Thursday, June 25, 2009

Tilting at green windmills

I have not read as much of George Will's writings as used to in the old days. Mainly because he has become just a token conservative in the raging leftest world of Washington D.C. But I like his column today and in particular I borrowed his title for my post here. I have not, and I am sure a good portion of American people have not either, ever heard the Spanish economics professor Gabriel Calzada, who has produced an important report that in George Will's word is "inconvenient for the Obama's administration's green agenda." The report can be read here.

Perhaps the essense of the report can be seen by the following interview segment by eenews:

Monica Trauzzi: Dr. Calzada, this new report focuses on the impact of government subsidies on the creation of new green jobs and the subsequent effects that these subsidies have on the economy. What are the bottom-line numbers coming out this report that you've seen in Spain as a result of the government's program to create green jobs?

Gabriel Calzada: Well, the bottom-line number is that in order to sustain these jobs, since you have really a sort of bubble, because you are creating jobs that can be only maintained in case you continue putting money into the bubble. And on top of this, many of these jobs, most of the jobs are in installation of new fields. So in case you want to maintain them, you have to, again, increase the size of the money you put inside this scheme to increase the number of plans you are starting. This produced that we have spent and committed $37 billion in the subsidies and that the yearly subsidy has been growing until this point where we have spent, until the end of 2008, 37 billion and we have created 50,200 jobs. So you do the math and you have that every green job has cost around $770,000 per job. Then all these resources that have been taken from other parts of the economy and put into the creation of these jobs or into the subsidy of renewable energies, if you look at how many jobs this amount of money creates in the rest of the economy you see that for every job that you have been creating, subsidizing, you would have created 2.2 jobs in the rest of the economy. And these are probably the most important numbers. Also this is not a number of our study, but we took the number of the government, the government is recognizing now in Spain that if we want to pay for the debt that we have accumulated because of this feeding tariff or these subsidies we would have to increase the electricity bill to the consumers by 31 percent.

And George Will's conclusion is not encouraging and only in his style of writing that has to scolding both sides that turned me off some time ago:

. . . while being dismayed by the frequency with which such findings are ignored simply because they question policies that are so invested with righteousness that methodical economic reasoning about their costs and benefits seems unimportant. When the president speaks of "new green energy economies" creating "countless well-paying jobs," perhaps they really are countless, meaning incapable of being counted.

For fervent believers in governments' abilities to control the climate and in the urgent need for them to do so, believing is seeing: They see, through their ideological lenses, governments' green spending as always paying for itself. This is a free-lunch faith comparable to that of those few conservatives who believe that tax cuts always completely pay for themselves by stimulating compensating revenues from economic growth.

Anyway, I still like the poetic title!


→ Task to carry out
Without the pictures, set down every record below exactly as it reads.

*** Data for analysis ***

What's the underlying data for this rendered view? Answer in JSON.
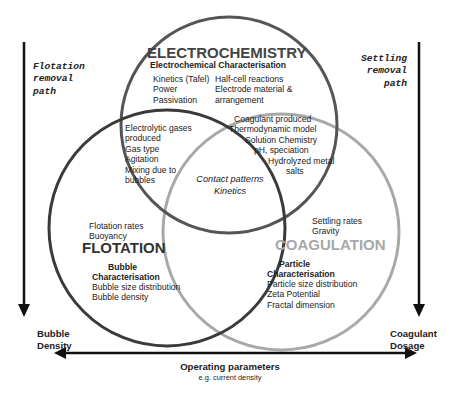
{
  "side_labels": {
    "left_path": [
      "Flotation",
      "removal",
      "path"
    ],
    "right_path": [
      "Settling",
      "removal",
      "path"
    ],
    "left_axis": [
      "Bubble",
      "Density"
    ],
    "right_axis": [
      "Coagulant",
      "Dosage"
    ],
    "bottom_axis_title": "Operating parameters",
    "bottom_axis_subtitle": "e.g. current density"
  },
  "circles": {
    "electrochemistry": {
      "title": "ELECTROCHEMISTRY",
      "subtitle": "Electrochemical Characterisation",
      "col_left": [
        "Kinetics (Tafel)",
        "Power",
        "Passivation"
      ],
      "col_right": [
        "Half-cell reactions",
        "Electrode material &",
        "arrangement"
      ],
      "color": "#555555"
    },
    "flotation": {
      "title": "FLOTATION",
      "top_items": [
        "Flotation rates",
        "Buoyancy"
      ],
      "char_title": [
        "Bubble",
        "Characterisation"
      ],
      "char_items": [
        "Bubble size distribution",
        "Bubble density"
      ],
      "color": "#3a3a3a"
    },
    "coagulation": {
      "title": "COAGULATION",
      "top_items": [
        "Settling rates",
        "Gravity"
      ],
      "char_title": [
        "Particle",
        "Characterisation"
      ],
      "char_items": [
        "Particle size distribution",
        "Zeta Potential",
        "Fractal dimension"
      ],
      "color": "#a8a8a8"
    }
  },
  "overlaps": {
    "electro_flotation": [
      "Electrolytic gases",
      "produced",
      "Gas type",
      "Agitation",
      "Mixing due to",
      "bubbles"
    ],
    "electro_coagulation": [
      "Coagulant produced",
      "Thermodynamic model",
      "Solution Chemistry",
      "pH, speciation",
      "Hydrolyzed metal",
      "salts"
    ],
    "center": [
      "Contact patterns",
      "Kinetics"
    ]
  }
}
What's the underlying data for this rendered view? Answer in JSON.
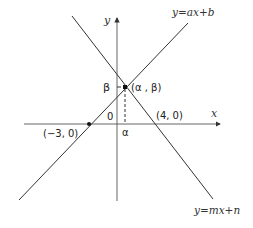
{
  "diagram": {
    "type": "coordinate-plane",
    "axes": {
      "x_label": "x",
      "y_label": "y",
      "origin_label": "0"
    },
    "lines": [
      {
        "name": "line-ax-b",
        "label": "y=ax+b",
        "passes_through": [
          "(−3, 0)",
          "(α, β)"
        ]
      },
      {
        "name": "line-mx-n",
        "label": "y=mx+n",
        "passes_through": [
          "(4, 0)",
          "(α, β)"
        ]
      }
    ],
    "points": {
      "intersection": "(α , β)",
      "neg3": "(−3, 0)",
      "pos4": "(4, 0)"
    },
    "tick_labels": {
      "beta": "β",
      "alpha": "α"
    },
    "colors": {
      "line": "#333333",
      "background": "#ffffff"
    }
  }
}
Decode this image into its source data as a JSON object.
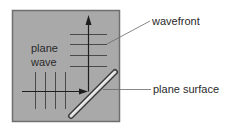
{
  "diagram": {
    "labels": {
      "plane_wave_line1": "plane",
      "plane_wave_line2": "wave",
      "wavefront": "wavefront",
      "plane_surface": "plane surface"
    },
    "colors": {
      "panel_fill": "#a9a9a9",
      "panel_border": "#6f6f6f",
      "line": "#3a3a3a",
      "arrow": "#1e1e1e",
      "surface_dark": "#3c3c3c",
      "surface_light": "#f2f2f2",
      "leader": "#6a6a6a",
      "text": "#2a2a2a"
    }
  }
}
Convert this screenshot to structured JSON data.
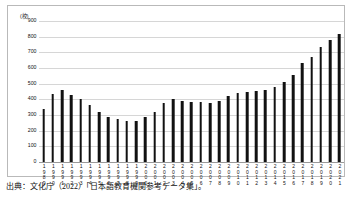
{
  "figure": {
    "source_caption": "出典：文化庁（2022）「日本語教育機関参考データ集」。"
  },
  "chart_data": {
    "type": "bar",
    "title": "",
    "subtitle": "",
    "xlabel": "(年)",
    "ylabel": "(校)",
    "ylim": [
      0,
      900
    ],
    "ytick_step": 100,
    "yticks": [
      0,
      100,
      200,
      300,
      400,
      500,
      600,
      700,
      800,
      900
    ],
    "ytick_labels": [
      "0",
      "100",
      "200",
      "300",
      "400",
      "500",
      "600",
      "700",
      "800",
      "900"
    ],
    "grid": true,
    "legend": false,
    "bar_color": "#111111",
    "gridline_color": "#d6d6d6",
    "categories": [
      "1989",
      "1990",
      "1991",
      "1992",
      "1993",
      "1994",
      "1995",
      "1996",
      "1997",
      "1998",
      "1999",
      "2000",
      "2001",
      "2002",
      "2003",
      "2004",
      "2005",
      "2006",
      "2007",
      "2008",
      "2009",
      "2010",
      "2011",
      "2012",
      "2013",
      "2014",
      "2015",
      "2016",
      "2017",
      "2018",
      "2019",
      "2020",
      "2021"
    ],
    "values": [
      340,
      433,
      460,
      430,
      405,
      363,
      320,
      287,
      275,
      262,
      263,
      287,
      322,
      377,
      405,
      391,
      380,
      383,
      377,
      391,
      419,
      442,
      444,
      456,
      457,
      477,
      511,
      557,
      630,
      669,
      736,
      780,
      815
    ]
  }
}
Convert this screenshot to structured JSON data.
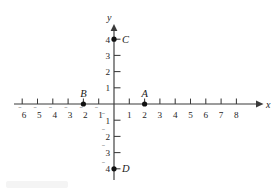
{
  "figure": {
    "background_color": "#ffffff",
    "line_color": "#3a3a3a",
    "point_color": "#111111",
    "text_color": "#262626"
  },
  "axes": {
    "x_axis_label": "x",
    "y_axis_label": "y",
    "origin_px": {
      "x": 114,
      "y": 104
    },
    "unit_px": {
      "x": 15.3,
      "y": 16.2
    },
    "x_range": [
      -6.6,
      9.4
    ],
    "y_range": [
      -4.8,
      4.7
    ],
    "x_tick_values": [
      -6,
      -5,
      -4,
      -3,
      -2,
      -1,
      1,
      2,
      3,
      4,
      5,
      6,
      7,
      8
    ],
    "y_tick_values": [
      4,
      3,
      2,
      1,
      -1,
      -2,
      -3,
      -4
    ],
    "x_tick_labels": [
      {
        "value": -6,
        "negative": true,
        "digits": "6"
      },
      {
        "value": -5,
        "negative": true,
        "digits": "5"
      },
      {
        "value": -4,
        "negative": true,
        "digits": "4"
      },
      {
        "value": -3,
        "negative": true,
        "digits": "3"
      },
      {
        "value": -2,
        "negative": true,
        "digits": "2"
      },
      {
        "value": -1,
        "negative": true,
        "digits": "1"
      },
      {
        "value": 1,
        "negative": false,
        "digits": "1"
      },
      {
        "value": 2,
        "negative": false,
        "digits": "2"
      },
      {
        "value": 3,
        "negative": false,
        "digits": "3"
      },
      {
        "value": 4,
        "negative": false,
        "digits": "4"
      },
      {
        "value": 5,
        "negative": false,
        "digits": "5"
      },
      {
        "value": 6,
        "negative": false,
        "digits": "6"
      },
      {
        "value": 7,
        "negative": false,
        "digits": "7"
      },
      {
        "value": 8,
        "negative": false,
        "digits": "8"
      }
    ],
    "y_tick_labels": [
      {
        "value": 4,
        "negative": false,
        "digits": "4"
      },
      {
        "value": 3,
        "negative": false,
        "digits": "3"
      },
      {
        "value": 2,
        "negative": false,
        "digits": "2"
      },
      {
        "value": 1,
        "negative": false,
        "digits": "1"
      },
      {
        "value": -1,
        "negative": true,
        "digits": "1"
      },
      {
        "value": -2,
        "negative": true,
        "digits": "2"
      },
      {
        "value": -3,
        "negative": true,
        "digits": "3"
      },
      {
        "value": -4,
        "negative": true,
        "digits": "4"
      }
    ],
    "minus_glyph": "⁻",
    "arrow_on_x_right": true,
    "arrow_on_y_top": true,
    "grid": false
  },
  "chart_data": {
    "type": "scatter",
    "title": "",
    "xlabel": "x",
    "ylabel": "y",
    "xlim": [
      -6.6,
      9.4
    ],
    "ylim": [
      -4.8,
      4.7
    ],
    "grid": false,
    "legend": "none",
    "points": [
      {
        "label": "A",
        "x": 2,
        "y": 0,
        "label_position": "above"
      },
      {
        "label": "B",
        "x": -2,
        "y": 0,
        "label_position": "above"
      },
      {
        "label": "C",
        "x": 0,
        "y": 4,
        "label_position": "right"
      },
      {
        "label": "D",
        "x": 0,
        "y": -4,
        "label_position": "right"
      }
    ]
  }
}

*** End of Data for analysis ***

→ Your response
What's the underlying data for this rendered view? Answer in JSON.
{
  "side_labels": {
    "left_path": [
      "Flotation",
      "removal",
      "path"
    ],
    "right_path": [
      "Settling",
      "removal",
      "path"
    ],
    "left_axis": [
      "Bubble",
      "Density"
    ],
    "right_axis": [
      "Coagulant",
      "Dosage"
    ],
    "bottom_axis_title": "Operating parameters",
    "bottom_axis_subtitle": "e.g. current density"
  },
  "circles": {
    "electrochemistry": {
      "title": "ELECTROCHEMISTRY",
      "subtitle": "Electrochemical Characterisation",
      "col_left": [
        "Kinetics (Tafel)",
        "Power",
        "Passivation"
      ],
      "col_right": [
        "Half-cell reactions",
        "Electrode material &",
        "arrangement"
      ],
      "color": "#555555"
    },
    "flotation": {
      "title": "FLOTATION",
      "top_items": [
        "Flotation rates",
        "Buoyancy"
      ],
      "char_title": [
        "Bubble",
        "Characterisation"
      ],
      "char_items": [
        "Bubble size distribution",
        "Bubble density"
      ],
      "color": "#3a3a3a"
    },
    "coagulation": {
      "title": "COAGULATION",
      "top_items": [
        "Settling rates",
        "Gravity"
      ],
      "char_title": [
        "Particle",
        "Characterisation"
      ],
      "char_items": [
        "Particle size distribution",
        "Zeta Potential",
        "Fractal dimension"
      ],
      "color": "#a8a8a8"
    }
  },
  "overlaps": {
    "electro_flotation": [
      "Electrolytic gases",
      "produced",
      "Gas type",
      "Agitation",
      "Mixing due to",
      "bubbles"
    ],
    "electro_coagulation": [
      "Coagulant produced",
      "Thermodynamic model",
      "Solution Chemistry",
      "pH, speciation",
      "Hydrolyzed metal",
      "salts"
    ],
    "center": [
      "Contact patterns",
      "Kinetics"
    ]
  }
}
What's the underlying data for this rendered view? Answer in JSON.
{
  "diagram": {
    "type": "coordinate-plane",
    "axes": {
      "x_label": "x",
      "y_label": "y",
      "origin_label": "0"
    },
    "lines": [
      {
        "name": "line-ax-b",
        "label": "y=ax+b",
        "passes_through": [
          "(−3, 0)",
          "(α, β)"
        ]
      },
      {
        "name": "line-mx-n",
        "label": "y=mx+n",
        "passes_through": [
          "(4, 0)",
          "(α, β)"
        ]
      }
    ],
    "points": {
      "intersection": "(α , β)",
      "neg3": "(−3, 0)",
      "pos4": "(4, 0)"
    },
    "tick_labels": {
      "beta": "β",
      "alpha": "α"
    },
    "colors": {
      "line": "#333333",
      "background": "#ffffff"
    }
  }
}
Decode this image into its source data as a JSON object.
{
  "diagram": {
    "labels": {
      "plane_wave_line1": "plane",
      "plane_wave_line2": "wave",
      "wavefront": "wavefront",
      "plane_surface": "plane surface"
    },
    "colors": {
      "panel_fill": "#a9a9a9",
      "panel_border": "#6f6f6f",
      "line": "#3a3a3a",
      "arrow": "#1e1e1e",
      "surface_dark": "#3c3c3c",
      "surface_light": "#f2f2f2",
      "leader": "#6a6a6a",
      "text": "#2a2a2a"
    }
  }
}
Convert this screenshot to structured JSON data.
{
  "figure": {
    "source_caption": "出典：文化庁（2022）「日本語教育機関参考データ集」。"
  },
  "chart_data": {
    "type": "bar",
    "title": "",
    "subtitle": "",
    "xlabel": "(年)",
    "ylabel": "(校)",
    "ylim": [
      0,
      900
    ],
    "ytick_step": 100,
    "yticks": [
      0,
      100,
      200,
      300,
      400,
      500,
      600,
      700,
      800,
      900
    ],
    "ytick_labels": [
      "0",
      "100",
      "200",
      "300",
      "400",
      "500",
      "600",
      "700",
      "800",
      "900"
    ],
    "grid": true,
    "legend": false,
    "bar_color": "#111111",
    "gridline_color": "#d6d6d6",
    "categories": [
      "1989",
      "1990",
      "1991",
      "1992",
      "1993",
      "1994",
      "1995",
      "1996",
      "1997",
      "1998",
      "1999",
      "2000",
      "2001",
      "2002",
      "2003",
      "2004",
      "2005",
      "2006",
      "2007",
      "2008",
      "2009",
      "2010",
      "2011",
      "2012",
      "2013",
      "2014",
      "2015",
      "2016",
      "2017",
      "2018",
      "2019",
      "2020",
      "2021"
    ],
    "values": [
      340,
      433,
      460,
      430,
      405,
      363,
      320,
      287,
      275,
      262,
      263,
      287,
      322,
      377,
      405,
      391,
      380,
      383,
      377,
      391,
      419,
      442,
      444,
      456,
      457,
      477,
      511,
      557,
      630,
      669,
      736,
      780,
      815
    ]
  }
}
Convert this screenshot to structured JSON data.
{
  "figure": {
    "background_color": "#ffffff",
    "line_color": "#3a3a3a",
    "point_color": "#111111",
    "text_color": "#262626"
  },
  "axes": {
    "x_axis_label": "x",
    "y_axis_label": "y",
    "origin_px": {
      "x": 114,
      "y": 104
    },
    "unit_px": {
      "x": 15.3,
      "y": 16.2
    },
    "x_range": [
      -6.6,
      9.4
    ],
    "y_range": [
      -4.8,
      4.7
    ],
    "x_tick_values": [
      -6,
      -5,
      -4,
      -3,
      -2,
      -1,
      1,
      2,
      3,
      4,
      5,
      6,
      7,
      8
    ],
    "y_tick_values": [
      4,
      3,
      2,
      1,
      -1,
      -2,
      -3,
      -4
    ],
    "x_tick_labels": [
      {
        "value": -6,
        "negative": true,
        "digits": "6"
      },
      {
        "value": -5,
        "negative": true,
        "digits": "5"
      },
      {
        "value": -4,
        "negative": true,
        "digits": "4"
      },
      {
        "value": -3,
        "negative": true,
        "digits": "3"
      },
      {
        "value": -2,
        "negative": true,
        "digits": "2"
      },
      {
        "value": -1,
        "negative": true,
        "digits": "1"
      },
      {
        "value": 1,
        "negative": false,
        "digits": "1"
      },
      {
        "value": 2,
        "negative": false,
        "digits": "2"
      },
      {
        "value": 3,
        "negative": false,
        "digits": "3"
      },
      {
        "value": 4,
        "negative": false,
        "digits": "4"
      },
      {
        "value": 5,
        "negative": false,
        "digits": "5"
      },
      {
        "value": 6,
        "negative": false,
        "digits": "6"
      },
      {
        "value": 7,
        "negative": false,
        "digits": "7"
      },
      {
        "value": 8,
        "negative": false,
        "digits": "8"
      }
    ],
    "y_tick_labels": [
      {
        "value": 4,
        "negative": false,
        "digits": "4"
      },
      {
        "value": 3,
        "negative": false,
        "digits": "3"
      },
      {
        "value": 2,
        "negative": false,
        "digits": "2"
      },
      {
        "value": 1,
        "negative": false,
        "digits": "1"
      },
      {
        "value": -1,
        "negative": true,
        "digits": "1"
      },
      {
        "value": -2,
        "negative": true,
        "digits": "2"
      },
      {
        "value": -3,
        "negative": true,
        "digits": "3"
      },
      {
        "value": -4,
        "negative": true,
        "digits": "4"
      }
    ],
    "minus_glyph": "⁻",
    "arrow_on_x_right": true,
    "arrow_on_y_top": true,
    "grid": false
  },
  "chart_data": {
    "type": "scatter",
    "title": "",
    "xlabel": "x",
    "ylabel": "y",
    "xlim": [
      -6.6,
      9.4
    ],
    "ylim": [
      -4.8,
      4.7
    ],
    "grid": false,
    "legend": "none",
    "points": [
      {
        "label": "A",
        "x": 2,
        "y": 0,
        "label_position": "above"
      },
      {
        "label": "B",
        "x": -2,
        "y": 0,
        "label_position": "above"
      },
      {
        "label": "C",
        "x": 0,
        "y": 4,
        "label_position": "right"
      },
      {
        "label": "D",
        "x": 0,
        "y": -4,
        "label_position": "right"
      }
    ]
  }
}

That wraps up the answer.